▶ Task goal:
Give the records again, every one, exactly.

▶ Exercise data:
*** Begin section ***
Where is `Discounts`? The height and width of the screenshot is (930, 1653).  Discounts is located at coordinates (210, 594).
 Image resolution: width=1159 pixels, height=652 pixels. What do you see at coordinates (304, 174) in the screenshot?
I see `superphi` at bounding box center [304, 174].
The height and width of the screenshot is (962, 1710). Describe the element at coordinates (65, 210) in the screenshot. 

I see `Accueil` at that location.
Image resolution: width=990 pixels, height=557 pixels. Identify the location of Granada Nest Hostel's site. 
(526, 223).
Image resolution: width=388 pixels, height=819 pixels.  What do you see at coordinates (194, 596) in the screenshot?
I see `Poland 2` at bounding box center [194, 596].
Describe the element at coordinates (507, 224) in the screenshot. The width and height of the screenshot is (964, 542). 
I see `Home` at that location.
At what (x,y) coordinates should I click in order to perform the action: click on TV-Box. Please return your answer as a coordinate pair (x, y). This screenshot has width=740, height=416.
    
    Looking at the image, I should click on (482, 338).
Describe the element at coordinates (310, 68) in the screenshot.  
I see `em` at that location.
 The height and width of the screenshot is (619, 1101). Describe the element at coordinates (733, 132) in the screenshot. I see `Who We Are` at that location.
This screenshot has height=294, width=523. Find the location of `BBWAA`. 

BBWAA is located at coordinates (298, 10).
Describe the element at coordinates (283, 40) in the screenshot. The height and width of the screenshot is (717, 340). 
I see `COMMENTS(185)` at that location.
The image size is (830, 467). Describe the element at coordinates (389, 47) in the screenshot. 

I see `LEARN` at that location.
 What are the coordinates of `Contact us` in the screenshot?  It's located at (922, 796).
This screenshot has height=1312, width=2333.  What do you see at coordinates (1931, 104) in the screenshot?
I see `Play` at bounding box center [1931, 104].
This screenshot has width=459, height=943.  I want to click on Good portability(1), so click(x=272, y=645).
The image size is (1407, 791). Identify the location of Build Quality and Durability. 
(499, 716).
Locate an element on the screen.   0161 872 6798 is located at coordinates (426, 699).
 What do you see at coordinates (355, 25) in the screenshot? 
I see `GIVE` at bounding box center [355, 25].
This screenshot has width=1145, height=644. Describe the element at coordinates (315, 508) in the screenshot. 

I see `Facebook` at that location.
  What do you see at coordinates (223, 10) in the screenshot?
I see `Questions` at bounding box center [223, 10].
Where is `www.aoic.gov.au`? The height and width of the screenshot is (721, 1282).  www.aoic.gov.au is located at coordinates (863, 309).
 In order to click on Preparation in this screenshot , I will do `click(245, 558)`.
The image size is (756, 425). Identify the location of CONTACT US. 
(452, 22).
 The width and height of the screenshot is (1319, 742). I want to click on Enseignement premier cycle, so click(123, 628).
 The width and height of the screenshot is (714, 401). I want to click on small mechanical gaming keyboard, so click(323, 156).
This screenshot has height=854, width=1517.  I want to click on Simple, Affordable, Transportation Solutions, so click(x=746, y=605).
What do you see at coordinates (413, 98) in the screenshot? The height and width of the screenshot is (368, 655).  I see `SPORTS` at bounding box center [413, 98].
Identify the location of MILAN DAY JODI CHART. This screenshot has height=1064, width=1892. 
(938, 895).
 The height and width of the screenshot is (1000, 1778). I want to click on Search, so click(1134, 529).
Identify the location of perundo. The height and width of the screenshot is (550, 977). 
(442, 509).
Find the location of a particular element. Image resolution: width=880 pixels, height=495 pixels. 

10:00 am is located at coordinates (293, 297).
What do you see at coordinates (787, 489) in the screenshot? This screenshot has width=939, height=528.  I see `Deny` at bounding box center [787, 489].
*** End section ***
▶ Task output:
Where is `Discounts`? The height and width of the screenshot is (930, 1653).  Discounts is located at coordinates (210, 594).
 Image resolution: width=1159 pixels, height=652 pixels. What do you see at coordinates (304, 174) in the screenshot?
I see `superphi` at bounding box center [304, 174].
The height and width of the screenshot is (962, 1710). Describe the element at coordinates (65, 210) in the screenshot. 

I see `Accueil` at that location.
Image resolution: width=990 pixels, height=557 pixels. Identify the location of Granada Nest Hostel's site. 
(526, 223).
Image resolution: width=388 pixels, height=819 pixels.  What do you see at coordinates (194, 596) in the screenshot?
I see `Poland 2` at bounding box center [194, 596].
Describe the element at coordinates (507, 224) in the screenshot. The width and height of the screenshot is (964, 542). 
I see `Home` at that location.
At what (x,y) coordinates should I click in order to perform the action: click on TV-Box. Please return your answer as a coordinate pair (x, y). This screenshot has width=740, height=416.
    
    Looking at the image, I should click on (482, 338).
Describe the element at coordinates (310, 68) in the screenshot.  
I see `em` at that location.
 The height and width of the screenshot is (619, 1101). Describe the element at coordinates (733, 132) in the screenshot. I see `Who We Are` at that location.
This screenshot has height=294, width=523. Find the location of `BBWAA`. 

BBWAA is located at coordinates (298, 10).
Describe the element at coordinates (283, 40) in the screenshot. The height and width of the screenshot is (717, 340). 
I see `COMMENTS(185)` at that location.
The image size is (830, 467). Describe the element at coordinates (389, 47) in the screenshot. 

I see `LEARN` at that location.
 What are the coordinates of `Contact us` in the screenshot?  It's located at (922, 796).
This screenshot has height=1312, width=2333.  What do you see at coordinates (1931, 104) in the screenshot?
I see `Play` at bounding box center [1931, 104].
This screenshot has width=459, height=943.  I want to click on Good portability(1), so click(x=272, y=645).
The image size is (1407, 791). Identify the location of Build Quality and Durability. 
(499, 716).
Locate an element on the screen.   0161 872 6798 is located at coordinates (426, 699).
 What do you see at coordinates (355, 25) in the screenshot? 
I see `GIVE` at bounding box center [355, 25].
This screenshot has width=1145, height=644. Describe the element at coordinates (315, 508) in the screenshot. 

I see `Facebook` at that location.
  What do you see at coordinates (223, 10) in the screenshot?
I see `Questions` at bounding box center [223, 10].
Where is `www.aoic.gov.au`? The height and width of the screenshot is (721, 1282).  www.aoic.gov.au is located at coordinates (863, 309).
 In order to click on Preparation in this screenshot , I will do `click(245, 558)`.
The image size is (756, 425). Identify the location of CONTACT US. 
(452, 22).
 The width and height of the screenshot is (1319, 742). I want to click on Enseignement premier cycle, so click(123, 628).
 The width and height of the screenshot is (714, 401). I want to click on small mechanical gaming keyboard, so click(323, 156).
This screenshot has height=854, width=1517.  I want to click on Simple, Affordable, Transportation Solutions, so click(x=746, y=605).
What do you see at coordinates (413, 98) in the screenshot? The height and width of the screenshot is (368, 655).  I see `SPORTS` at bounding box center [413, 98].
Identify the location of MILAN DAY JODI CHART. This screenshot has height=1064, width=1892. 
(938, 895).
 The height and width of the screenshot is (1000, 1778). I want to click on Search, so click(1134, 529).
Identify the location of perundo. The height and width of the screenshot is (550, 977). 
(442, 509).
Find the location of a particular element. Image resolution: width=880 pixels, height=495 pixels. 

10:00 am is located at coordinates (293, 297).
What do you see at coordinates (787, 489) in the screenshot? This screenshot has width=939, height=528.  I see `Deny` at bounding box center [787, 489].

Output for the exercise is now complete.